On 2018-11-18 17:53, Jim Schaad wrote:
-----Original Message-----
From: jose <[email protected]> On Behalf Of Carsten Bormann
Sent: Sunday, November 18, 2018 7:00 AM
To: Anders Rundgren <[email protected]>
Cc: [email protected]
Subject: Re: [jose] Canonical JSON form
On Nov 18, 2018, at 08:53, Anders Rundgren
<[email protected]> wrote:
On 2018-10-11 21:03, Carsten Bormann wrote:
On Oct 11, 2018, at 20:23, Phil Hunt <[email protected]> wrote:
I am not sure of the value of canonicalization. I prefer bytestream
encoding style where the original content goes with the signature.
I’m afraid a lot of people are sitting in front of their screens silently
agreeing, but not typing anything because their hands are tied up in an
interminable facepalm.
Those who are not stuck in an a ever-lasting facepalm may not be entirely
comfortable with signature schemes that completely change the structure of
signed messages. COSE do this as well?
I don’t understand the question. The point of COSE is that the signed message
is not changed at all.
(With JOSE, it needs to be base64-encoded for transfer, but it also isn’t
changed
otherwise.)
COSE does do the same type of wrapping as what the JOSE standard does. In that sense --
that the content being signed and the signature are not at the same level in the encoding
- yes it "completely changes the structure of the signed message".

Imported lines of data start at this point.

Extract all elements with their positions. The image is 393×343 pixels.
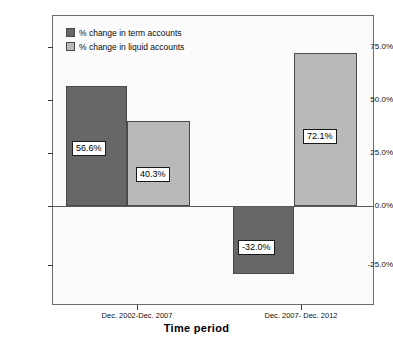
x-tick-mark-2007-2012: [301, 305, 302, 310]
legend-swatch-icon-term: [66, 28, 75, 37]
x-tick-label-2002-2007: Dec. 2002-Dec. 2007: [77, 311, 197, 320]
zero-axis-line: [53, 206, 373, 207]
value-label-term-2002-2007: 56.6%: [72, 141, 106, 156]
legend-item-liquid-accounts[interactable]: % change in liquid accounts: [66, 40, 184, 53]
value-label-term-2007-2012: -32.0%: [238, 240, 275, 255]
x-tick-label-2007-2012: Dec. 2007- Dec. 2012: [241, 311, 361, 320]
value-label-liquid-2002-2007: 40.3%: [136, 167, 170, 182]
legend-label-term: % change in term accounts: [79, 28, 182, 38]
legend-label-liquid: % change in liquid accounts: [79, 42, 184, 52]
plot-area: 56.6% 40.3% -32.0% 72.1% % change in ter…: [53, 16, 373, 304]
legend: % change in term accounts % change in li…: [66, 26, 184, 54]
x-axis-title: Time period: [0, 322, 393, 334]
bar-liquid-2002-2007[interactable]: [127, 121, 190, 206]
bar-chart: 75.0% 50.0% 25.0% 0.0% -25.0% 56.6% 40.3…: [0, 0, 393, 343]
x-tick-mark-2002-2007: [137, 305, 138, 310]
legend-swatch-icon-liquid: [66, 42, 75, 51]
value-label-liquid-2007-2012: 72.1%: [303, 129, 337, 144]
legend-item-term-accounts[interactable]: % change in term accounts: [66, 26, 184, 39]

Well, you can of course add artificial unsigned layers (like the TEEP folks do),
but that smells “workaround" rather than solution.

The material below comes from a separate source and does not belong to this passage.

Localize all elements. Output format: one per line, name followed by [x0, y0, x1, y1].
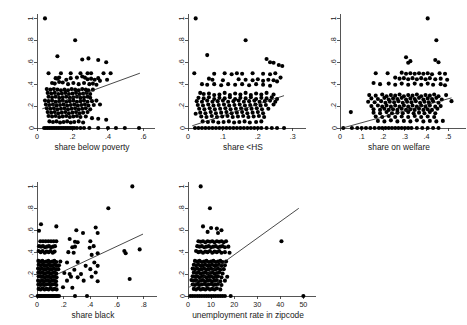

Again, I don’t understand.
There's no mystery going on here. The TEEP folks needed Signed Data rather
than Signature objects with embedded Data.
JSON can (as I have shown) fairly easily accomplish this without adding
[redundant] unsigned wrapper objects.
Another application I stumbled on is Open Banking, here in a request scenario:
POST /payments HTTP/1.1
x-jws-signature: eyJhbGciOiJFUzI1NiJ9..EzZmI2LxhWyCf9ljJBw-Z3i9uxnJu6XL5ljTY==
Content-Type: application/json
{
"Data": {
...OB specific data..
},
"Risk": {
...OB specific data..
}
}
Using JWS + JSON canonicalization:
POST /payments HTTP/1.1
Content-Type: application/json
{
"Data": {
...OB specific data..
},
"Risk": {
...OB specific data..
},
"x-jws-signature":
"eyJhbGciOiJFUzI1NiJ9..EzZmI2LxhWyCf9ljJBw-Z3i9uxnJu6XL5ljTY"
}
What's the advantage with that you may wonder? Well, signed data becomes a
self-contained object which can
- pass arbitrary proxies
- be stored in a database
- be embedded in another JSON object to for example support countersigning
etc. without losing its edge.
I would consider a similar solution for CBOR/COSE.
Anders
https://mobilepki.org/jws-jcs
> > But maybe what I wrote earlier is still applicable:
How it smells depends on how one looks at the world. For me it smells "this is the
right way to do things". YMMV.
To the people asking for a c14n solution for signature: If you want XMLDSig,
you know where to find it.
The basic approach of having humongous XML documents that get
signatures added to themselves as part of the document only makes sense in
certain processing models that went out of favor with XML.
This.
JOSE does the right thing for more modern applications.
And this.
I’m not opposed to doing some “c14n” work on serialization schemes —
deterministic serialization has other applications than just XMLDSig.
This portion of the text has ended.